Even in the best of times, leading the State Bar of California is a daunting task. With more than 270,000 members and varied concerns facing the state’s legal profession, meaningful progress demands boundless energy and patience.
Becoming the organization’s chair amid a raging pandemic — like Sean SeLegue ’91 did in September — requires an even deeper commitment to the issues that affect California’s prosecutors and public defenders, litigators and transactional attorneys, in-house counsel and solo practitioners.
SeLegue served many State Bar roles before assuming its top position. But COVID-19’s jarring impact presented new challenges — including administering California’s bar exam online for the first time and creating a provisional licensing system.
“Thanks to the hard work of Bar staff and board members, we’ve also maintained focus on other policy and reform initiatives during the pandemic, including working to close the justice gap and studying the effectiveness and fairness of California’s bar exam and discipline system,” SeLegue says. “We want to take a fresh look at these core State Bar functions.”
A partner in Arnold & Porter’s San Francisco office, SeLegue has carved out two highly successful practice areas.
As an appellate specialist, he handles appeals in areas such as real estate, partnership disputes, and securities law. As an attorney liability and ethics lawyer, he advises and represents lawyers and firms in matters such as disqualification motions and mal-practice and malicious prosecution actions.
Eager to confront the stubbornly subpar diversity among California’s lawyers, the State Bar under SeLegue’s leadership is helping to gather data and to convene key participants each year at a diversity summit. The State Bar sponsored two such summits in 2020, one focused on private practice and the other on public interest law.
“It’s important to listen to our colleagues, take to heart their experiences, and reconsider standard practices that can impede diversity in the profession,” he says. “It’s also critical to be intentional and focused on this issue, which will not solve itself.”
The State Bar’s second openly LGBTQ chair, joining fellow alumnus Michael Colantuono ’88, SeLegue is a steadfast Berkeley Law supporter and actively engaged with the school — calling it “a special community that prizes excellence and public service.” Having attended when tuition was dramatically lower thanks to significant state funding that has since eroded, he cites “a feeling of responsibility to support the institution.”
As for the State Bar’s prodigious to-do list, SeLegue remains unbowed.
“I’ve enjoyed the reform-minded focus of the board in the years I’ve served,” he says. “Leading the organization provides further opportunity to effectuate positive change and maintain the integrity of the institution.”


TASK GOAL >> When the listing has been read, print it out again in full, word for word.

DATA >>
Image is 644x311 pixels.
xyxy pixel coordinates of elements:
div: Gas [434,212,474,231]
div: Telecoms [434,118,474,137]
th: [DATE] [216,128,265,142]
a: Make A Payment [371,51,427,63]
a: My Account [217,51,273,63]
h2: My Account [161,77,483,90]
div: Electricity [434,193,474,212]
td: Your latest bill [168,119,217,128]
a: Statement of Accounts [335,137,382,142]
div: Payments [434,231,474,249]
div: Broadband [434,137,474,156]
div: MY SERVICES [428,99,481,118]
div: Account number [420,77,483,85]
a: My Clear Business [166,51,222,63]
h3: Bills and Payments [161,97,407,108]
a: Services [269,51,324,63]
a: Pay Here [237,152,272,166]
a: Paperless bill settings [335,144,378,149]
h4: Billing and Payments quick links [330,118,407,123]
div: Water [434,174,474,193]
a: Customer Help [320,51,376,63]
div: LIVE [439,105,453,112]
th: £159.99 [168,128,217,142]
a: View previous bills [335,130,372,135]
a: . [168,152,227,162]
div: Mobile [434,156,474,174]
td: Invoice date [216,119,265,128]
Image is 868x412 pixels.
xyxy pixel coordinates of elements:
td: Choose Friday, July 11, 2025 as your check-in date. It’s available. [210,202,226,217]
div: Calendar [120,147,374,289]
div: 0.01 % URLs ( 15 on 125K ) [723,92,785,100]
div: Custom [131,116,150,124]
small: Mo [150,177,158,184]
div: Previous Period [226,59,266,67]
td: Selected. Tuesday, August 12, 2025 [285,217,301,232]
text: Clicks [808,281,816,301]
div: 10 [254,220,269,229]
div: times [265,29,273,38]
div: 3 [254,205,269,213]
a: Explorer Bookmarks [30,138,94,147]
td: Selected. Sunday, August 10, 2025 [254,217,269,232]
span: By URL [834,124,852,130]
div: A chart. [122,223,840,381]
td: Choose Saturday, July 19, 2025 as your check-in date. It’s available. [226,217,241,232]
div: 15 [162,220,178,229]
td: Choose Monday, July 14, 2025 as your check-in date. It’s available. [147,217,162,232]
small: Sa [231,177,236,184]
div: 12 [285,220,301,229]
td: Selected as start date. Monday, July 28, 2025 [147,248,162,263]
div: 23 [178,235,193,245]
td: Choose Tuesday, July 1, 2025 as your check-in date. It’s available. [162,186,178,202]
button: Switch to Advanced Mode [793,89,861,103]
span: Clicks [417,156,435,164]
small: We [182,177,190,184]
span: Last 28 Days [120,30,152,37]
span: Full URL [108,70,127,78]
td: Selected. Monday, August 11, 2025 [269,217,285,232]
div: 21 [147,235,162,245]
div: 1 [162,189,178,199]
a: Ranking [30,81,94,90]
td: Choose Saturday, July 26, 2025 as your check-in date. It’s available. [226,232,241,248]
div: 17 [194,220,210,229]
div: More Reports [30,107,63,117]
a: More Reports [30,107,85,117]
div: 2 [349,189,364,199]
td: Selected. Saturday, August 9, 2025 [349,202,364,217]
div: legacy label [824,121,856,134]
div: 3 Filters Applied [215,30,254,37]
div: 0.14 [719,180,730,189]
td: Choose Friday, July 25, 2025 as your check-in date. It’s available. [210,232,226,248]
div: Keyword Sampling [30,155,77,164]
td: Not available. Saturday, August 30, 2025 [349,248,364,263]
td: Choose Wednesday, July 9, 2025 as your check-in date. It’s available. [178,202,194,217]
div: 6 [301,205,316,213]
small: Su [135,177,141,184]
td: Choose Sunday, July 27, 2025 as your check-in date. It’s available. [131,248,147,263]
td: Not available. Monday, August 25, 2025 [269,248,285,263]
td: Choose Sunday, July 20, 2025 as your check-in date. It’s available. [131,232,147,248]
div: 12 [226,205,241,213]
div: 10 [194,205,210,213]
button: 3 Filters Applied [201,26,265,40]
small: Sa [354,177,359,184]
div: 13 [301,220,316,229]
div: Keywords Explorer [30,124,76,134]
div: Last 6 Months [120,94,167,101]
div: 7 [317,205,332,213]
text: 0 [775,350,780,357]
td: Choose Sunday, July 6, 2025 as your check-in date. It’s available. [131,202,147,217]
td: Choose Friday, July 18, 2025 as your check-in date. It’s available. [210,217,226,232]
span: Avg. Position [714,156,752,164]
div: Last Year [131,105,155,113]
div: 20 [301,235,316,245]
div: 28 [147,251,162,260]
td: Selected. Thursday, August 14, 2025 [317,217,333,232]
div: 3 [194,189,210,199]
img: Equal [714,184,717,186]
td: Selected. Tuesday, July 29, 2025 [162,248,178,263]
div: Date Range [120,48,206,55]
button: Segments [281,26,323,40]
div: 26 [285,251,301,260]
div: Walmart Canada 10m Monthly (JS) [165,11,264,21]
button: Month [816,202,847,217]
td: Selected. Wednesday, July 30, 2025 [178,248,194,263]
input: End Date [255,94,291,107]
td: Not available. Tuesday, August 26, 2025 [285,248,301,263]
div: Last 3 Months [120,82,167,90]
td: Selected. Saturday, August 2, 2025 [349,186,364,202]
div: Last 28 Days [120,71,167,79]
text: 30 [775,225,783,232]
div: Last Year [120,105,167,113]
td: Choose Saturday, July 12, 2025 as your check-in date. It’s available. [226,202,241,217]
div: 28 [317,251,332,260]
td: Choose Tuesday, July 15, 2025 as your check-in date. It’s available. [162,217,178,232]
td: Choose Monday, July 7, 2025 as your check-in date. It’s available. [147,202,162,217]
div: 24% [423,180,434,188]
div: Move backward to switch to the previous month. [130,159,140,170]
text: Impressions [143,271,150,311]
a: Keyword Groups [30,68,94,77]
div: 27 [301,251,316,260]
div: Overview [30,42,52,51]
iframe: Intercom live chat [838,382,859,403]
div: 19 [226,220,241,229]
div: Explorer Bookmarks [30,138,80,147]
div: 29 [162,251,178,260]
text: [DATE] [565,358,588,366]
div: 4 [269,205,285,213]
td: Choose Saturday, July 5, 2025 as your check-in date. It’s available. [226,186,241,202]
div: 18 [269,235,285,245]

RESULT OF THIS TASK >>
Image is 644x311 pixels.
xyxy pixel coordinates of elements:
div: Gas [434,212,474,231]
div: Telecoms [434,118,474,137]
th: [DATE] [216,128,265,142]
a: Make A Payment [371,51,427,63]
a: My Account [217,51,273,63]
h2: My Account [161,77,483,90]
div: Electricity [434,193,474,212]
td: Your latest bill [168,119,217,128]
a: Statement of Accounts [335,137,382,142]
div: Payments [434,231,474,249]
div: Broadband [434,137,474,156]
div: MY SERVICES [428,99,481,118]
div: Account number [420,77,483,85]
a: My Clear Business [166,51,222,63]
h3: Bills and Payments [161,97,407,108]
a: Services [269,51,324,63]
a: Pay Here [237,152,272,166]
a: Paperless bill settings [335,144,378,149]
h4: Billing and Payments quick links [330,118,407,123]
div: Water [434,174,474,193]
a: Customer Help [320,51,376,63]
div: LIVE [439,105,453,112]
th: £159.99 [168,128,217,142]
a: View previous bills [335,130,372,135]
a: . [168,152,227,162]
div: Mobile [434,156,474,174]
td: Invoice date [216,119,265,128]
Image is 868x412 pixels.
xyxy pixel coordinates of elements:
td: Choose Friday, July 11, 2025 as your check-in date. It’s available. [210,202,226,217]
div: Calendar [120,147,374,289]
div: 0.01 % URLs ( 15 on 125K ) [723,92,785,100]
div: Custom [131,116,150,124]
small: Mo [150,177,158,184]
div: Previous Period [226,59,266,67]
td: Selected. Tuesday, August 12, 2025 [285,217,301,232]
text: Clicks [808,281,816,301]
div: 10 [254,220,269,229]
div: times [265,29,273,38]
div: 3 [254,205,269,213]
a: Explorer Bookmarks [30,138,94,147]
td: Selected. Sunday, August 10, 2025 [254,217,269,232]
span: By URL [834,124,852,130]
div: A chart. [122,223,840,381]
td: Choose Saturday, July 19, 2025 as your check-in date. It’s available. [226,217,241,232]
div: 15 [162,220,178,229]
td: Choose Monday, July 14, 2025 as your check-in date. It’s available. [147,217,162,232]
small: Sa [231,177,236,184]
div: 12 [285,220,301,229]
td: Selected as start date. Monday, July 28, 2025 [147,248,162,263]
div: 23 [178,235,193,245]
td: Choose Tuesday, July 1, 2025 as your check-in date. It’s available. [162,186,178,202]
button: Switch to Advanced Mode [793,89,861,103]
span: Clicks [417,156,435,164]
small: We [182,177,190,184]
span: Last 28 Days [120,30,152,37]
span: Full URL [108,70,127,78]
td: Selected. Monday, August 11, 2025 [269,217,285,232]
div: 21 [147,235,162,245]
div: 1 [162,189,178,199]
a: Ranking [30,81,94,90]
td: Choose Saturday, July 26, 2025 as your check-in date. It’s available. [226,232,241,248]
div: 17 [194,220,210,229]
div: More Reports [30,107,63,117]
a: More Reports [30,107,85,117]
div: 2 [349,189,364,199]
td: Selected. Saturday, August 9, 2025 [349,202,364,217]
div: legacy label [824,121,856,134]
div: 3 Filters Applied [215,30,254,37]
div: 0.14 [719,180,730,189]
td: Choose Friday, July 25, 2025 as your check-in date. It’s available. [210,232,226,248]
div: Keyword Sampling [30,155,77,164]
td: Not available. Saturday, August 30, 2025 [349,248,364,263]
td: Choose Wednesday, July 9, 2025 as your check-in date. It’s available. [178,202,194,217]
div: 6 [301,205,316,213]
small: Su [135,177,141,184]
td: Choose Sunday, July 27, 2025 as your check-in date. It’s available. [131,248,147,263]
td: Not available. Monday, August 25, 2025 [269,248,285,263]
td: Choose Sunday, July 20, 2025 as your check-in date. It’s available. [131,232,147,248]
div: 12 [226,205,241,213]
div: 10 [194,205,210,213]
button: 3 Filters Applied [201,26,265,40]
small: Sa [354,177,359,184]
div: 13 [301,220,316,229]
div: Keywords Explorer [30,124,76,134]
div: Last 6 Months [120,94,167,101]
div: 7 [317,205,332,213]
text: 0 [775,350,780,357]
td: Choose Sunday, July 6, 2025 as your check-in date. It’s available. [131,202,147,217]
td: Choose Friday, July 18, 2025 as your check-in date. It’s available. [210,217,226,232]
span: Avg. Position [714,156,752,164]
div: Last Year [131,105,155,113]
div: 20 [301,235,316,245]
div: 28 [147,251,162,260]
td: Selected. Thursday, August 14, 2025 [317,217,333,232]
div: 3 [194,189,210,199]
img: Equal [714,184,717,186]
td: Selected. Tuesday, July 29, 2025 [162,248,178,263]
div: Date Range [120,48,206,55]
button: Segments [281,26,323,40]
div: 26 [285,251,301,260]
div: Walmart Canada 10m Monthly (JS) [165,11,264,21]
button: Month [816,202,847,217]
td: Selected. Wednesday, July 30, 2025 [178,248,194,263]
input: End Date [255,94,291,107]
td: Not available. Tuesday, August 26, 2025 [285,248,301,263]
div: Last 3 Months [120,82,167,90]
td: Selected. Saturday, August 2, 2025 [349,186,364,202]
div: Last 28 Days [120,71,167,79]
text: 30 [775,225,783,232]
div: Last Year [120,105,167,113]
td: Choose Saturday, July 12, 2025 as your check-in date. It’s available. [226,202,241,217]
div: 28 [317,251,332,260]
td: Choose Tuesday, July 15, 2025 as your check-in date. It’s available. [162,217,178,232]
td: Choose Monday, July 7, 2025 as your check-in date. It’s available. [147,202,162,217]
div: 24% [423,180,434,188]
div: Move backward to switch to the previous month. [130,159,140,170]
text: Impressions [143,271,150,311]
a: Keyword Groups [30,68,94,77]
div: 27 [301,251,316,260]
div: Overview [30,42,52,51]
iframe: Intercom live chat [838,382,859,403]
div: 19 [226,220,241,229]
div: Explorer Bookmarks [30,138,80,147]
div: 29 [162,251,178,260]
text: [DATE] [565,358,588,366]
div: 4 [269,205,285,213]
td: Choose Saturday, July 5, 2025 as your check-in date. It’s available. [226,186,241,202]
div: 18 [269,235,285,245]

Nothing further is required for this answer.